Disclaimer
From FootballIdiot
The "League" is a fictional entity of my creation, which is presently played out in the Madden 2008 video game for the PC. It represents an "alternate reality" of professional football.
Several of the venues are real, while others are fictional. The Toronto Grudlies play at Synergystic Stadium, which is actually a fictional arena which existed in Front Page Sports Football Pro 98.
History
While serving in the Marine Corps in the late 80's/early 90's, I had a Commodore 64 with a copy of Accolade Software's 4th and Inches. I created my own custom team, populating it with the personalities of Marines whom I was serving with. We would have competitions in the bachelor barracks on the game, and I would always end up matched up against the "Bruisers," who were a stock team in the game. They were superior and I frequently got beaten.
When I obtained a PC, my first software purchase was a game by a new company called Sierra, titled Front Page Sports: Football. This version didn't even ship with NFL teams, but with an entire league of fictional players. I again programmed in my "29 Palms Desert Rats" and also the Bruisers, whom I placed in Chicago, and gave other cities teams to populate the league. This was also when the Toronto Grudlies were invented... I needed a name for a team in Toronto, and I remembered an old video game called "Gruds in Space" for the C64 and Apple, so I used this name. I never played against them and subsequently forgot about them when I stopped playing after a few seasons.
In the mid-90's when I got out of the Marines, I was in Walmart and saw a new version of the FPS game, Football Pro 95. Bought it and installed it. I recreated some of the key teams from the last time I'd had the game, but as I'd left 29 Palms in real life, I figured I'd make a similar move in the football universe as well. That was when I remembered the Toronto Grudlies, so I chose that as my team. FPS FB95 had a "fantasy draft" which released all players to a pool and could then automatically draft them, so I did that. Then I worked on building a contender.
I lost my first game 40-0, the next game like 32-0. Kept learning and adapting. Chicago came to town.... the same team who'd thrashed me so many times as a Desert Rat. I was 0-7, but this game was different. It ended up being a defensive battle, culminating in a goal-line stand and I held on to win 14-10.

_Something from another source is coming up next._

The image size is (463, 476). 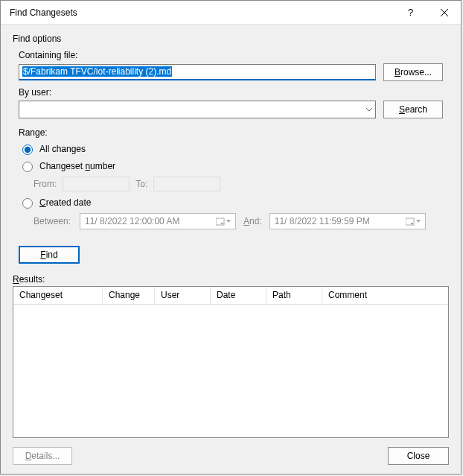 I want to click on col-change: Change, so click(x=129, y=295).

The league just continued evolving with me.... I made the playoffs, got bounced from them.... came back the next year, got into the Super Bowl against my old team, the Desert Rats, but I'd made them too good. They beat me 28-20.
That loss made me hungry. The team played its best football, breezing through the season and the playoffs, but unfortunately the Rats didn't make it to the Super Bowl to give us a shot at revenge. That would come a few years later. We won the Super Bowl against a good Los Angeles team.
The next season began the real rivalry with Detroit. They beat me twice in the regular season... I couldn't do anything right. Then we met in the conference championship. I breezed to a big lead early, but they came back. The second half was just the opposite, a defensive battle. Neither team could move the ball, they managed to get a 30-26 lead early in the fourth quarter and it felt like being down by three touchdowns. I managed a long 50+ yard field goal, to make it 30-29. That's when the gravity of this game hit me. One point deficit.... that's enough to send all 53 players home for the entire summer. Like Al Pacino says, "that inch is the difference between winning and losing.... between living and dying!" I had no success moving the ball and gave it up on downs, all they had to do was get another first down and the season was over. That's when their running back, Dino Snider, fumbled the ball and we got another chance. Managed to get the ball moving, out of time outs, ran the kicker onto the field for a 50-yard field goal try as time expired. When it went through... talk about pandemonium, this is why we play this game.